Browne argued that these anatomical differences were lacking and that such essential differences between human beings and animals did not exist. Forty-five years later, Darwin pursued an identical argument in his The Expression of the Emotions in Man and Animals (1872), confiding in Alfred Russel Wallace that one of his main wishes was to upset the slippery arguments of Sir Charles Bell.

Later, at a Plinian meeting on 27th March 1827, Browne followed Darwin's presentation of a paper on marine invertebrates and Dr Robert Edmund Grant's exposition on sea-mats by presenting the argument that mind and consciousness were simply aspects of brain activity. This carefully arranged programme of three papers presented an ascending view of life's complexities from the marine invertebrates beloved of Grant to the ultimate mysteries of human consciousness, all on a scientific platform of evolutionary development. In addition, Browne appeared to present a view of the world which was politically and morally at odds with the opinions of the religious establishment. A furious debate ensued, and subsequently someone (probably the crypto-Lamarckian Robert Jameson, Regius Professor of Natural History) took the extraordinary step of deleting the minutes of this heretical part of the discussion. The extreme impact of these discussions is indicated by the fact that John Coldstream suffered a psychiatric illness which his doctor attributed to his being

troubled with doubts arising from certain Materialist views which are, alas, all too common among medical students.

After graduating at Edinburgh, Browne travelled to Paris and studied psychiatry with Jean-Étienne Dominique Esquirol.

"One is tempted to believe phrenologists are right about habitual exercise of the mind altering form of head, and thus these qualities become hereditary...." Charles Darwin (1838) The M Notebook.

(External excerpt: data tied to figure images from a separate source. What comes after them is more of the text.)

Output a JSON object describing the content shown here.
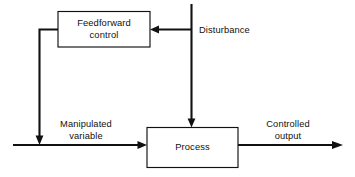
{
  "diagram": {
    "type": "block-diagram",
    "blocks": [
      {
        "id": "feedforward-control",
        "label_line1": "Feedforward",
        "label_line2": "control"
      },
      {
        "id": "process",
        "label": "Process"
      }
    ],
    "signals": [
      {
        "id": "disturbance",
        "label": "Disturbance"
      },
      {
        "id": "manipulated-variable",
        "label_line1": "Manipulated",
        "label_line2": "variable"
      },
      {
        "id": "controlled-output",
        "label_line1": "Controlled",
        "label_line2": "output"
      }
    ],
    "colors": {
      "line": "#111111",
      "background": "#ffffff",
      "box_fill": "#ffffff"
    }
  }
}
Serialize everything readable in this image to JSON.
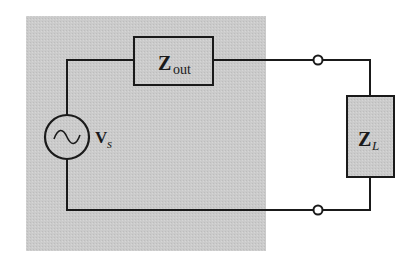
{
  "diagram": {
    "type": "circuit",
    "colors": {
      "source_block": "#c8c8c8",
      "wire": "#1a1a1a",
      "component_fill": "#c8c8c8",
      "background": "#ffffff"
    },
    "components": {
      "source": {
        "symbol": "ac-voltage-source",
        "label_main": "V",
        "label_sub": "s"
      },
      "output_impedance": {
        "symbol": "impedance-box",
        "label_main": "Z",
        "label_sub": "out"
      },
      "load_impedance": {
        "symbol": "impedance-box",
        "label_main": "Z",
        "label_sub": "L"
      },
      "terminals": [
        {
          "name": "top-terminal"
        },
        {
          "name": "bottom-terminal"
        }
      ]
    }
  }
}
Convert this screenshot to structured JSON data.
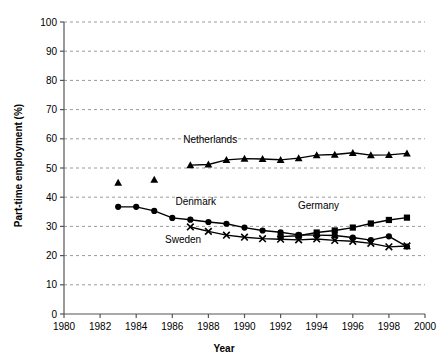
{
  "chart_data": {
    "type": "line",
    "title": "",
    "xlabel": "Year",
    "ylabel": "Part-time employment (%)",
    "xlim": [
      1980,
      2000
    ],
    "ylim": [
      0,
      100
    ],
    "xticks": [
      1980,
      1982,
      1984,
      1986,
      1988,
      1990,
      1992,
      1994,
      1996,
      1998,
      2000
    ],
    "yticks": [
      0,
      10,
      20,
      30,
      40,
      50,
      60,
      70,
      80,
      90,
      100
    ],
    "grid": "horizontal-dashed",
    "legend": "inline-annotations",
    "series": [
      {
        "name": "Netherlands",
        "marker": "triangle",
        "label_x": 1988.1,
        "label_y": 58.5,
        "points": [
          {
            "x": 1983,
            "y": 45.0,
            "connected": false
          },
          {
            "x": 1985,
            "y": 46.0,
            "connected": false
          },
          {
            "x": 1987,
            "y": 51.0,
            "connected": true
          },
          {
            "x": 1988,
            "y": 51.2,
            "connected": true
          },
          {
            "x": 1989,
            "y": 52.8,
            "connected": true
          },
          {
            "x": 1990,
            "y": 53.2,
            "connected": true
          },
          {
            "x": 1991,
            "y": 53.1,
            "connected": true
          },
          {
            "x": 1992,
            "y": 52.8,
            "connected": true
          },
          {
            "x": 1993,
            "y": 53.4,
            "connected": true
          },
          {
            "x": 1994,
            "y": 54.4,
            "connected": true
          },
          {
            "x": 1995,
            "y": 54.6,
            "connected": true
          },
          {
            "x": 1996,
            "y": 55.2,
            "connected": true
          },
          {
            "x": 1997,
            "y": 54.4,
            "connected": true
          },
          {
            "x": 1998,
            "y": 54.5,
            "connected": true
          },
          {
            "x": 1999,
            "y": 55.0,
            "connected": true
          }
        ]
      },
      {
        "name": "Denmark",
        "marker": "circle",
        "label_x": 1987.3,
        "label_y": 37.5,
        "points": [
          {
            "x": 1983,
            "y": 36.7,
            "connected": true
          },
          {
            "x": 1984,
            "y": 36.7,
            "connected": true
          },
          {
            "x": 1985,
            "y": 35.3,
            "connected": true
          },
          {
            "x": 1986,
            "y": 32.9,
            "connected": true
          },
          {
            "x": 1987,
            "y": 32.3,
            "connected": true
          },
          {
            "x": 1988,
            "y": 31.5,
            "connected": true
          },
          {
            "x": 1989,
            "y": 30.9,
            "connected": true
          },
          {
            "x": 1990,
            "y": 29.6,
            "connected": true
          },
          {
            "x": 1991,
            "y": 28.6,
            "connected": true
          },
          {
            "x": 1992,
            "y": 28.0,
            "connected": true
          },
          {
            "x": 1993,
            "y": 27.1,
            "connected": true
          },
          {
            "x": 1994,
            "y": 27.0,
            "connected": true
          },
          {
            "x": 1995,
            "y": 26.9,
            "connected": true
          },
          {
            "x": 1996,
            "y": 26.2,
            "connected": true
          },
          {
            "x": 1997,
            "y": 25.3,
            "connected": true
          },
          {
            "x": 1998,
            "y": 26.6,
            "connected": true
          },
          {
            "x": 1999,
            "y": 23.1,
            "connected": true
          }
        ]
      },
      {
        "name": "Sweden",
        "marker": "cross",
        "label_x": 1986.6,
        "label_y": 24.2,
        "points": [
          {
            "x": 1987,
            "y": 29.8,
            "connected": true
          },
          {
            "x": 1988,
            "y": 28.3,
            "connected": true
          },
          {
            "x": 1989,
            "y": 27.0,
            "connected": true
          },
          {
            "x": 1990,
            "y": 26.3,
            "connected": true
          },
          {
            "x": 1991,
            "y": 25.8,
            "connected": true
          },
          {
            "x": 1992,
            "y": 25.6,
            "connected": true
          },
          {
            "x": 1993,
            "y": 25.4,
            "connected": true
          },
          {
            "x": 1994,
            "y": 25.7,
            "connected": true
          },
          {
            "x": 1995,
            "y": 25.2,
            "connected": true
          },
          {
            "x": 1996,
            "y": 24.9,
            "connected": true
          },
          {
            "x": 1997,
            "y": 24.2,
            "connected": true
          },
          {
            "x": 1998,
            "y": 23.0,
            "connected": true
          },
          {
            "x": 1999,
            "y": 23.3,
            "connected": true
          }
        ]
      },
      {
        "name": "Germany",
        "marker": "square",
        "label_x": 1994.1,
        "label_y": 35.8,
        "points": [
          {
            "x": 1992,
            "y": 26.5,
            "connected": true
          },
          {
            "x": 1993,
            "y": 26.8,
            "connected": true
          },
          {
            "x": 1994,
            "y": 27.9,
            "connected": true
          },
          {
            "x": 1995,
            "y": 28.6,
            "connected": true
          },
          {
            "x": 1996,
            "y": 29.6,
            "connected": true
          },
          {
            "x": 1997,
            "y": 31.0,
            "connected": true
          },
          {
            "x": 1998,
            "y": 32.2,
            "connected": true
          },
          {
            "x": 1999,
            "y": 33.0,
            "connected": true
          }
        ]
      }
    ]
  }
}
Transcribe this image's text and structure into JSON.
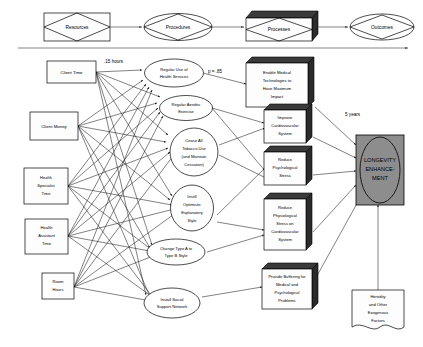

"I have been making immense use almost every day of your manuscript - the book ought to be called by Darwin and Browne...." Charles Darwin to James Crichton Browne, concerning the composition of The Expression of the Emotions in Man and Animals (1872).

Read more about this topic:  William A. F. Browne

Famous quotes containing the words student, atheism and/or radicalism:

    But suppose, asks the student of the professor, we follow all your structural rules for writing, what about that “something else” that brings the book alive? What is the formula for that? The formula for that is not included in the curriculum.
    Fannie Hurst (1889–1968)

    Nothing shall warp me from the belief that every man is a lover of truth. There is no pure lie, no pure malignity in nature. The entertainment of the proposition of depravity is the last profligacy and profanation. There is no scepticism, no atheism but that. Could it be received into common belief, suicide would unpeople the planet.
    Ralph Waldo Emerson (1803–1882)

    The spirit of our American radicalism is destructive and aimless; it is not loving; it has no ulterior and divine ends; but is destructive only out of hatred and selfishness.